War, Dream & I’m looking for you

by Milica Mijatović

War, Dream

If you’re quiet enough, you 
can almost hear nothing,
the kind of nothing that scares
you into thinking you’ve gone
deaf, except you haven’t
because your sister is screaming, 
except she isn’t even born yet,
and neither are you, but you’re
definitely here, your tears
are bodies falling
only two klicks away,
you’re here, and you’re running
toward what looks like a finish
line, except here finishes 
don’t exist, and even though
you know whom you’re running
from, you turn around to look
one last time at your burning
home, except it isn’t your home,
it isn’t even your war,
but you are here, and you grip
your chest because something
in there aches, but your sister
is screaming somewhere 
in the distance, so you have no
time to grieve, not while the alarms
are sounding, not while the troops
are marching, not while your people
are watching, except no one 
is here but you


jpeg of a poem called I'm Looking For you by Milica Mijatović
 

A black and white photo of the author, Milica Mijatović, standing on a city street with trees and buildings in the background. She crosses her arms and smiles toward the camera

Milica Mijatović is a Serbian poet and translator. Born in Brčko, Bosnia and Hercegovina, she relocated to the United States where she earned a BA in Creative Writing and English Literature from Capital University. She received her MFA in Creative Writing from Boston University and is a recipient of a Robert Pinsky Global Fellowship in Poetry. Her poetry appears or is forthcoming in The Louisville Review, Poet Lore, Consequence, Santa Clara Review, Barely South Review, Rattle, and elsewhere. 

About “War, Dream” Mijatović writes, “‘War, Dream’ is about a recurring dream I’ve had since childhood. I come from a war torn place, and I wasn’t even born until after the war had officially ended. I was only two when the NATO bombing of Yugoslavia happened in 1999. So in a lot of ways, I feel I’ve inherited war. This poem attempts to explore the complexities, the consequences, and the presence of war in my life.”

About “‘I’m looking for you” Mijatović writes, “Back home, there’s this house across the street that was ruined during the war and abandoned. It’s been that way for a few decades now, and no one knows whose house it is, not anymore. ‘I'm looking for you’ is a poem about loss and rubble and absence. It’s a poem about an aftermath, about dealing with said loss and rubble and absence.”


■ TASK TO COMPLETE
Word for word, restate each of the entries below, and drop every picture.

■ ENTRIES SUPPLIED
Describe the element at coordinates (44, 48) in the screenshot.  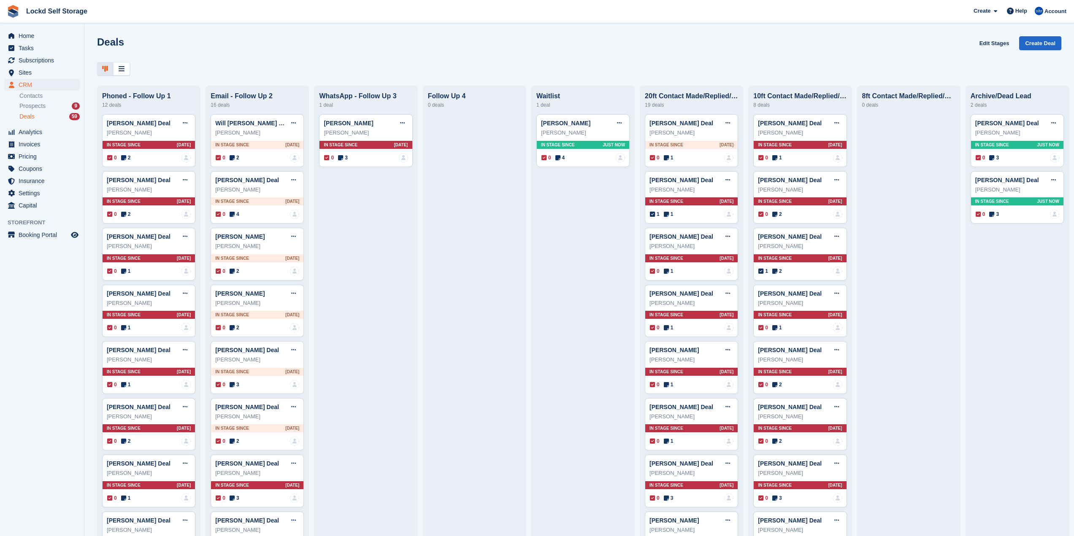
I see `span: Tasks` at that location.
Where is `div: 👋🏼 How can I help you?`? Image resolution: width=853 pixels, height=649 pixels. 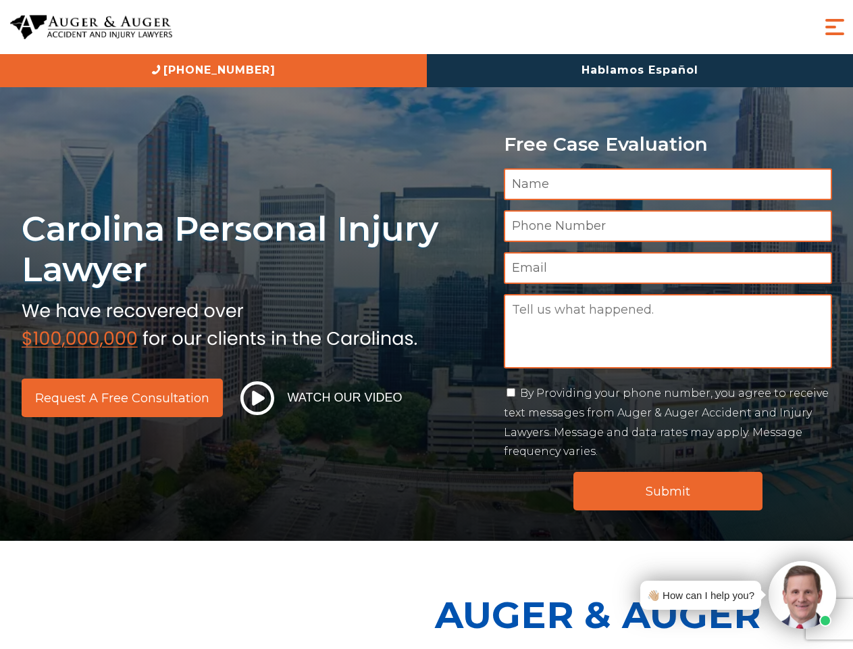
div: 👋🏼 How can I help you? is located at coordinates (701, 595).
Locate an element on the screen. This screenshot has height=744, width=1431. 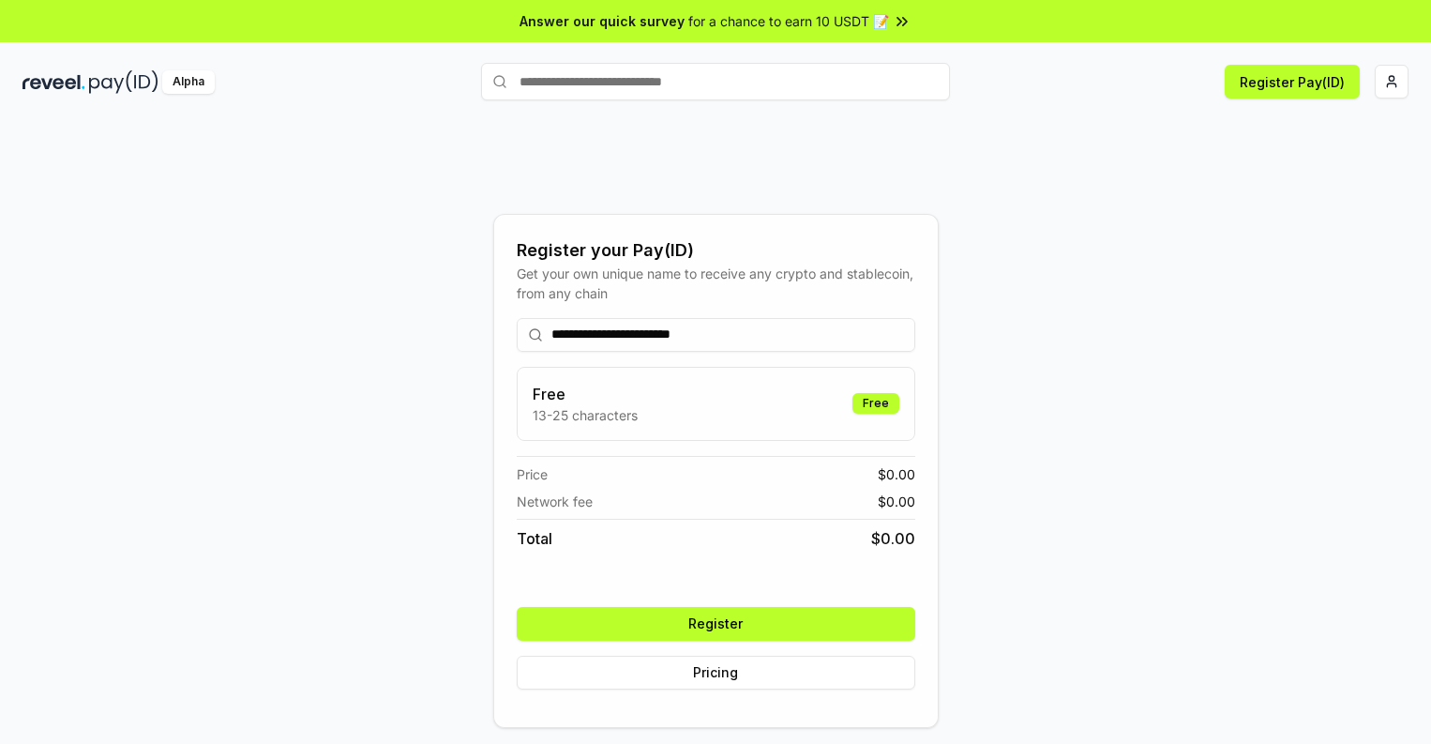
div: Alpha is located at coordinates (188, 82).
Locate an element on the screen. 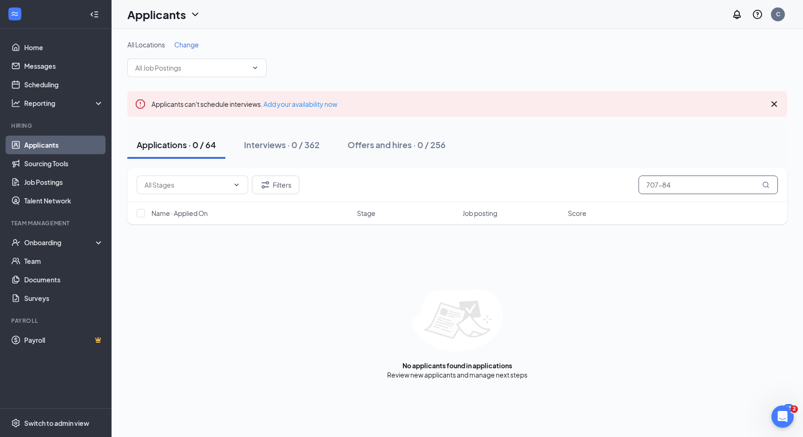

■ WRITTEN RESPONSE
Describe the element at coordinates (44, 48) in the screenshot.  
I see `span: Tasks` at that location.
Where is `div: 👋🏼 How can I help you?`? Image resolution: width=853 pixels, height=649 pixels. 
div: 👋🏼 How can I help you? is located at coordinates (701, 595).
Locate an element on the screen. This screenshot has height=744, width=1431. 
div: Alpha is located at coordinates (188, 82).
Locate an element on the screen. 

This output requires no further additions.